The Colin River also runs past a fossil bed, and winter spates wash down ammonites, crinoids and the odd shark’s tooth from the rock – a genuinely unusual thing to find on a city walk.
The walks
Four colour-coded routes start from the lower glen:
- Yellow (2.3 miles) – follows the river through broadleaf woodland and is the one to take with a pram or wheelchair.
- Green (1.5 miles) – runs as far as the gamekeeper’s bridge, with an optional flight of steps.
- Blue / Ballycullo (2.8 miles) – the one for the views, taking in Belfast, Stormont, the Harland and Wolff cranes and the Mourne Mountains beyond.
- Red / Hannahstown (4 miles) – the serious walk, climbing out of the lower glen into the National Trust-owned upper Glen. Wear proper footwear; the upper paths are uneven and soft after rain.
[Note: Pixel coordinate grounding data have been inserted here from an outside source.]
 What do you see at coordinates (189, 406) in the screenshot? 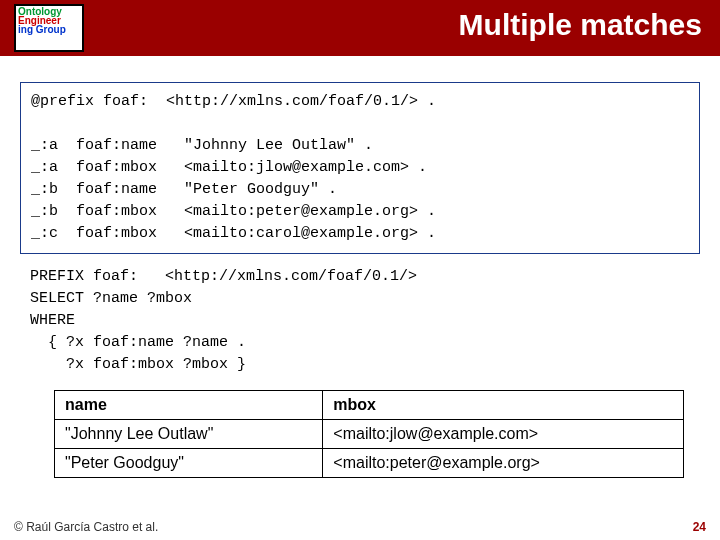
I see `col-header-name: name` at bounding box center [189, 406].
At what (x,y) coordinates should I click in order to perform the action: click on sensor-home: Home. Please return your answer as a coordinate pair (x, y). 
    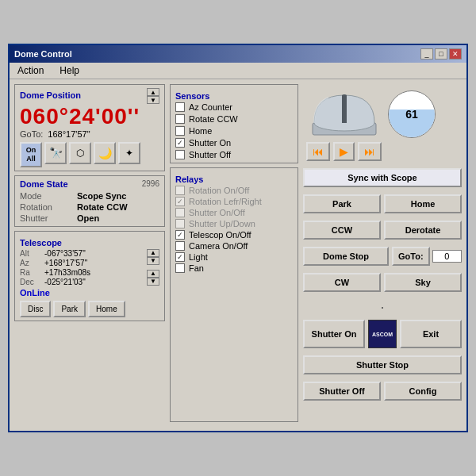
    Looking at the image, I should click on (234, 131).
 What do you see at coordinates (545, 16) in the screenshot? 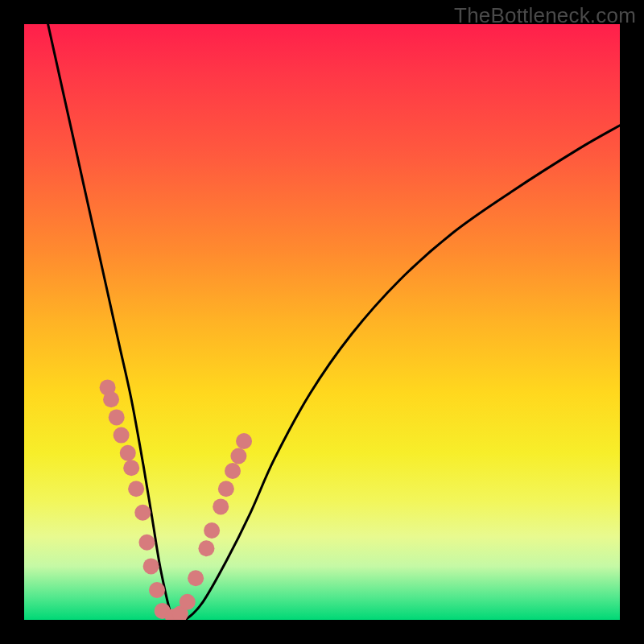
I see `watermark-label: TheBottleneck.com` at bounding box center [545, 16].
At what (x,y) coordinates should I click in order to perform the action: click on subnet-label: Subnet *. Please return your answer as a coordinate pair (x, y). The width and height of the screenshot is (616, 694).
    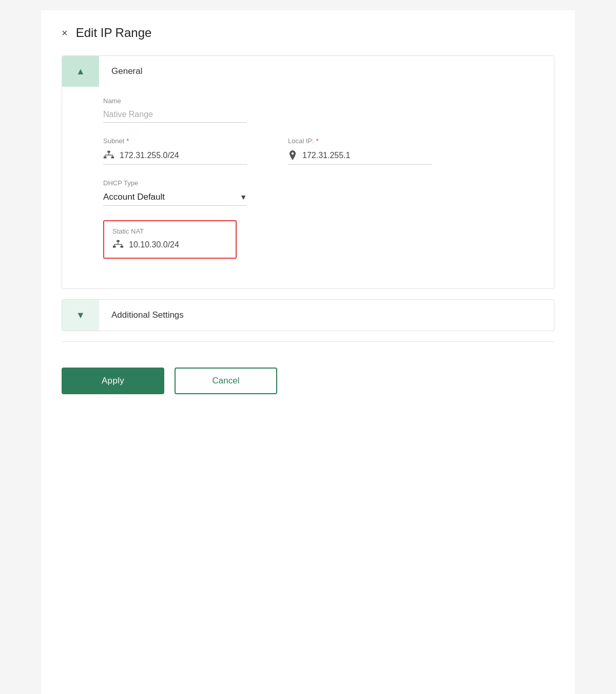
    Looking at the image, I should click on (175, 141).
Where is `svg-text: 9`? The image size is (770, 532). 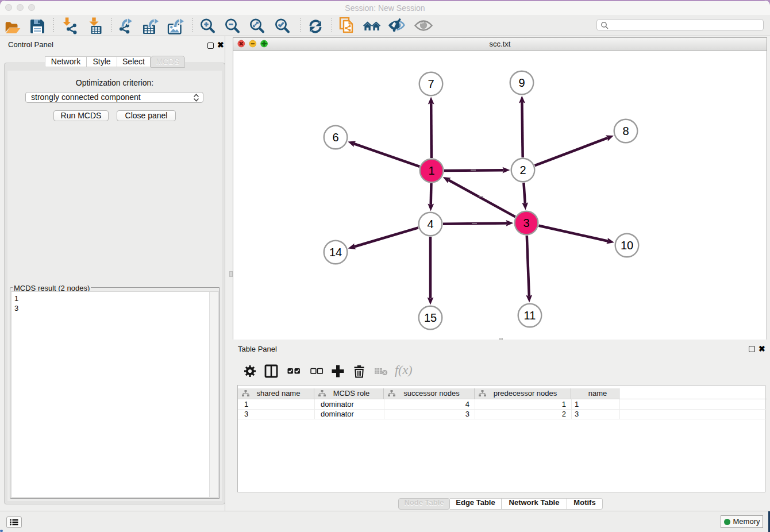 svg-text: 9 is located at coordinates (522, 83).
One honest caveat: the development divides people. The Trust planted 60,000 trees and built the trail network, but the adventure attractions have brought car parks, towers and a busier, noisier glen, and some regulars feel the quiet riverside woodland and its wildlife have lost out. Come for a coaster-and-zipline day and you’ll have a great time; come expecting a peaceful nature reserve and you may be surprised by the scale of it all.
Getting there and nearby
The park sits just off the M1 (Junction 3) on the south-western edge of Belfast, about five minutes from the city centre by car. All three entrances are on Translink bus routes, and the River Entrance is also reachable on the Glider G1 and Metro routes 10C/10D/10G/10H from Queen Street (alight at Woodbourne). For more hillwalking close by, Black Mountain rises straight behind the glen; the Red route already brings you onto its lower slopes.
Book the Black Bull Run online before you head up the hill, especially on a Saturday – the system holds your slot, so you can spend the morning on the river trails or the driving range and turn up just in time to ride.